Coronavirus cases are trending up in a number of states, forecasting a fall surge that could push hospitals to capacity and deplete already scarce supplies. Experts worry that hospital systems in hard-hit areas may not be ready.
Managing the number of beds, staff, and personal protective equipment needed is especially challenging when the demand could change virtually overnight, as it did in March. Lessons from the spring can help hospitals avoid an even worse fall surge, says data scientist Kimia Ghobadi, a professor in the Department of Civil and Systems Engineering at Johns Hopkins University and a member of the Malone Center for Engineering in Healthcare.
Using data from hospital systems around the country, Ghobadi and her colleagues have developed mathematical models that determine optimal resource allocation for pandemic response.
One strategy that will help large medical systems like Johns Hopkins prepare for the next surge is to balance patient loads across hospitals so that no single facility becomes overwhelmed. For example, a patient may need to be transferred from a community hospital to a larger hospital because the larger facility has twice as many beds available that day. Transfers also help hospitals allocate scarce ICU resources for patients with severe cases of COVID-19.
"Resources will go to waste if every hospital is just preparing for their own worst-case scenario," Ghobadi says. "Instead, we should look at this from a systems perspective. If we pool resources together, we can balance capacity and reduce the impact on individual hospitals, which can lead to better patient care."
Backed by a grant from the U.S. Centers for Disease Control and Prevention, Ghobadi and researchers from the Center for Data Science and Emergency Medicine are applying mathematical models to optimally transfer patients within the Johns Hopkins Health System, which includes five hospitals in Maryland and Washington, D.C. The models analyze both clinical and operational data to best manage capacity and identify patients who are candidates to be transferred to another facility.
Automating this "load-balancing" process will benefit both busy providers and patients, Ghobadi believes.
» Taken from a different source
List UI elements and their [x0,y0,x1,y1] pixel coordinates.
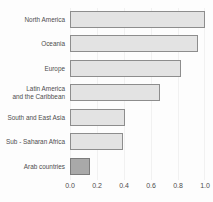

"Hospital transfers often happen when there is already some care given," Ghobadi says. "That is not always efficient, because in some ways you must start over. What does this patient need, and what resources do we have available for their hospitalization duration? We want to give providers a support tool that will help them decide where the patient can get the best care from the beginning."
The model is publicly available for healthcare managers and other researchers to examine various strategies for patient transfers, or they can request that Ghobadi's team run the models with their data.
In addition to using data to optimize patient transfers, Ghobadi is collaborating with Cassandra Thiel, an assistant professor at the NYU Grossman School of Medicine, to study how the COVID-19 pandemic disrupted PPE supply chains in New York City and other areas with large outbreaks around the country. Understanding what happened is difficult due to a lack of data; prior to the pandemic, many hospitals were not closely tracking their inventory or usage. As demand skyrocketed, supplies plummeted and supply chains were broke. In the early days, some hospitals had to contact tens of new suppliers just to find one PPE product and meet the demand that had increased by up to 60 times compared to the pre-pandemic times, Ghobadi says.
Using funding from an National Science Foundation RAPID award, the pair hopes the multi-institutional effort will prevent supply shortages from occurring during future surges. The data gathered during this research will also allow for deeper analysis of supply trends. Their goal is to eventually create a framework to inform best practices for how hospitals should buy and use PPE supplies.
While both projects were motivated by COVID-19, Ghobadi believes that this research will transcend the pandemic. For example, most PPE is single-use and is not biodegradable, so keeping a better tab on how much hospitals are using will benefit the environment and increase the sustainability of our healthcare systems.
"Our findings can help hospitals create long-term plans and make the best operational decisions even in the most uncertain times," Ghobadi says. "Hospitals can learn from the past and be more proactive in the future to avoid catastrophes."